Malta: Africans' way station to the EU
Island nation struggles with a flood of illegal migrants bound for Europe.
Aidan Jones
VALLETTA, MALTA
Shaqaale Hassan handed $1,000 to people traffickers, confident it would secure his passage from Libya to Italy, and the European Union's sprawling labor market.
Instead, after three days adrift in the Mediterranean Sea, the small speed boat carrying the 23-year-old Somali and two dozen other illegal migrants was intercepted by a European Union patrol and the passengers were taken to a detention center on the nearby island of Malta – the EU's smallest member state.
Mr. Hassan says that he fled Mogadishu, Somalia, after a close friend was killed in cross-fire between militias. But after five months on Malta he says his prospects are limited. "The Maltese people don't want us. There's no work here and when we find a job we are paid nothing," he says. "In Somalia you live or you die, ... Here I am not dying, but I am not alive. I want to go to Italy."
He is among nearly 2,500 Africans – the majority from Somalia, Eritrea, Ethiopia, and Sudan – to arrive this year. At least 550 other migrants fleeing war and poverty are reported to have died during the journey, although the actual toll is likely to be much higher.
By virtue of its geography, this 112-square-mile rock is now on the front line of the EU's battle to stem illegal immigration. Since 2002, the Maltese government has processed 11,500 refugees and economic migrants.
In a bid to shut the Mediterranean door to Europe, the EU's 27 leaders have pledged to tighten border controls and fill gaps in the labor market with workers from their nations. Yet the boats keep coming, challenging the dangerous seas and stepped-up EU sea and air patrols.
Each crossing season, roughly between March and September, brings a ratcheting-up of racial tension as the patriotic, ethnically homogenous, and highly politicized Maltese clash with the migrants. Anti-immigrant graffiti is now common on the sandstone walls of Valletta, Malta's capital.
"There's an ugly xenophobia developing here and the government carries some responsibility for that," says Neil Falzon, the local representative of the United Nations High Commissioner for Refugees. "It keeps trying to sell the idea that Malta can't cope. The truth is that it has to. The government should be leading the process of integrating them with jobs, education, and homes instead of taking part in this kind of national hysteria."
Malta is the only EU nation to automatically detain all illegal migrants for up to 18 months – there are currently 2,000 in the ramshackle camps. It is a policy widely condemned as inhumane and potentially in violation of the Geneva Convention.

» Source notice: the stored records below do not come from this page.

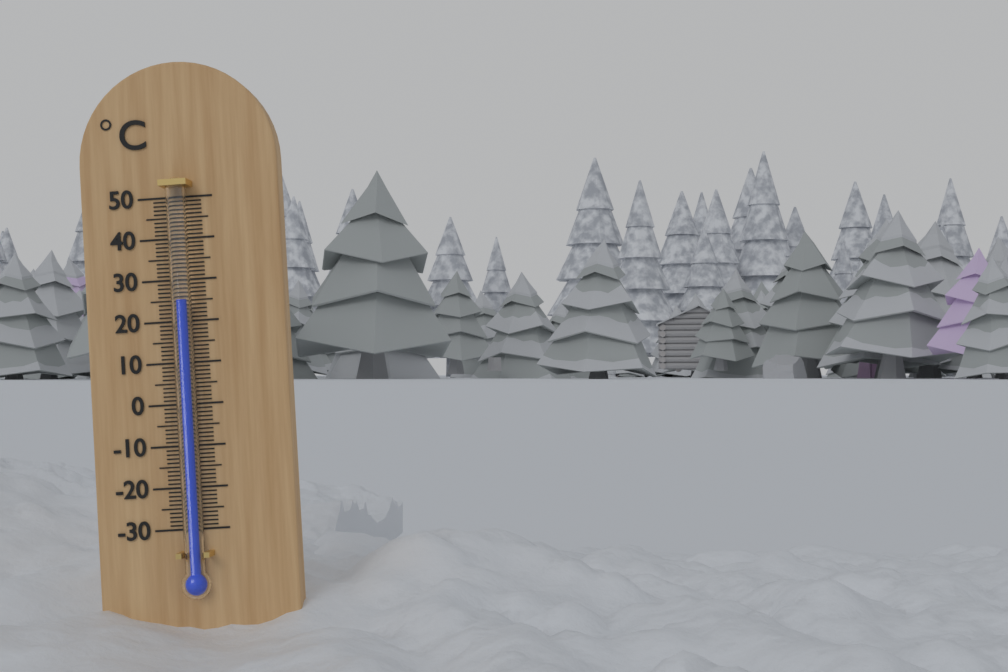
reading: 25 °C
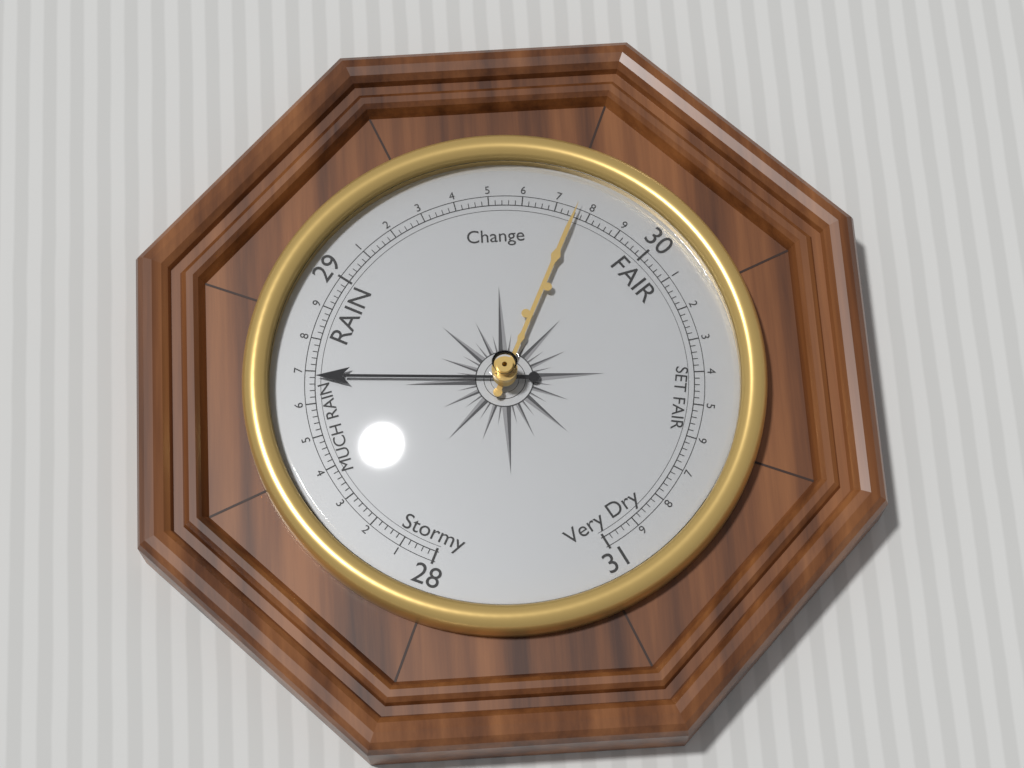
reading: 28.68 (no unit)
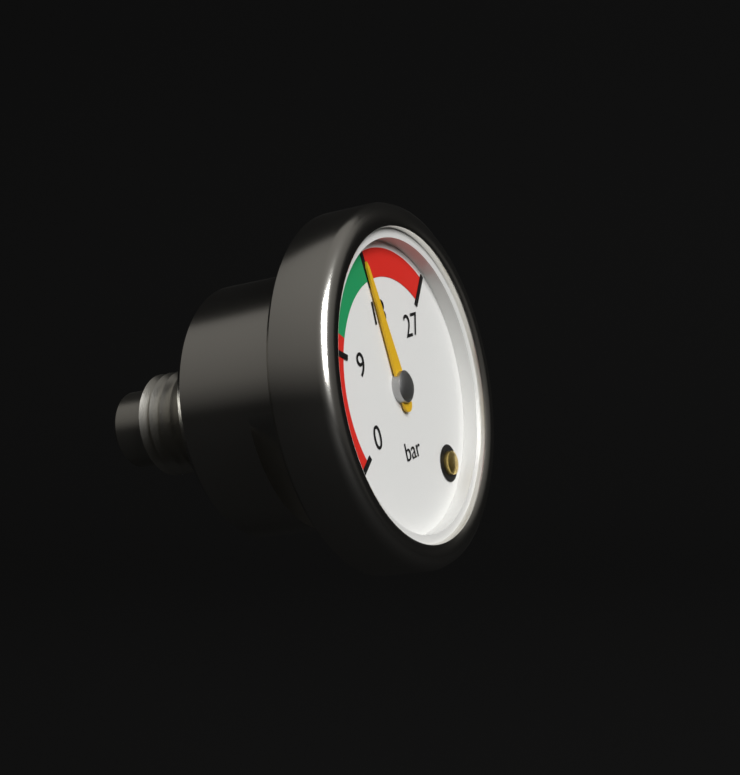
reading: 18 bar
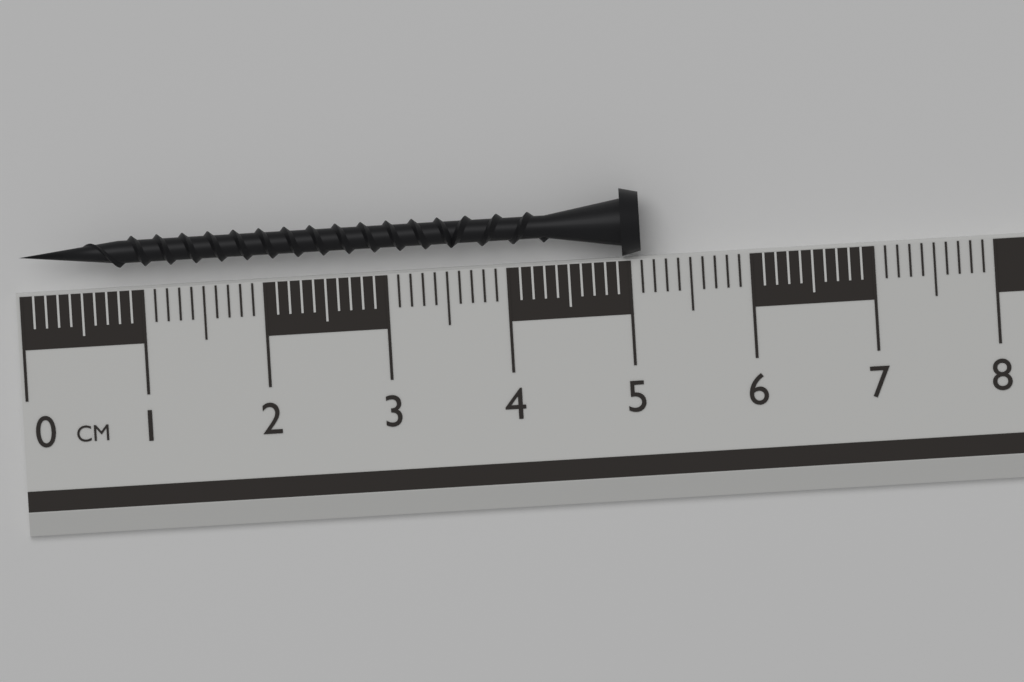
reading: 5.1 cm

Hassan was released in September and granted humanitarian protection – a status given to all refugees from Somalia. He now works six hours a day on a building site earning €3.50 an hour ($4.90) and shares a bunk bed in an overcrowded, squalid center established to house newcomers with nowhere else to go.
Existing European rules – known as the Dublin II Convention – say Hassan cannot move from the country where he claimed asylum. The center-right Nationalist Party government is frantically lobbying the European Commission to revise the law; it says the island's resources have been stretched to breaking point by the sudden migrant influx.
"When the first boat came we thought we would have 100 people to look after so we built a temporary detention center for them. Within a week, it [held] 200 people and it hasn't stopped since," explains Carmelo Mifsud Bonnici, Malta's minister for justice and home affairs. "These people don't want to come here, they want to go to Italy, Germany, or Holland where they have family or contacts. We're a small island and this problem is bigger than us."
So far, the EU has responded by setting up a €5 million ($7 million) fund to induce asylum seekers to return home with a "resettlement grant." The US has also offered entry to 200 of Malta's Somalis, and pledged to take up to 400 more next year. While this is welcome, Dr. Bonnici says the measures fall short of what is needed.
Local activists are urging Malta's government to soften its attitude to migrants. They estimate that 98 percent of young migrants do not receive education. Around half of the 4,000 migrants who have been released from detention live in two cramped, unsanitary centers. The migrants take the manual-labor jobs shunned by an increasingly well educated Maltese population. But the concept of a settled African population is still anathema to many Maltese.
"The result will be a social catastrophe," says Father Joseph Cassar of the Jesuit Refugee Service, which does advocacy work for migrants. "In five years I fear we'll see ghettoes, social unrest, and a rise of far-right politics.
"These people are running from the extremes of human behavior – torture, rape, and violence – and deep poverty. It cannot be right to treat them with contempt in Europe."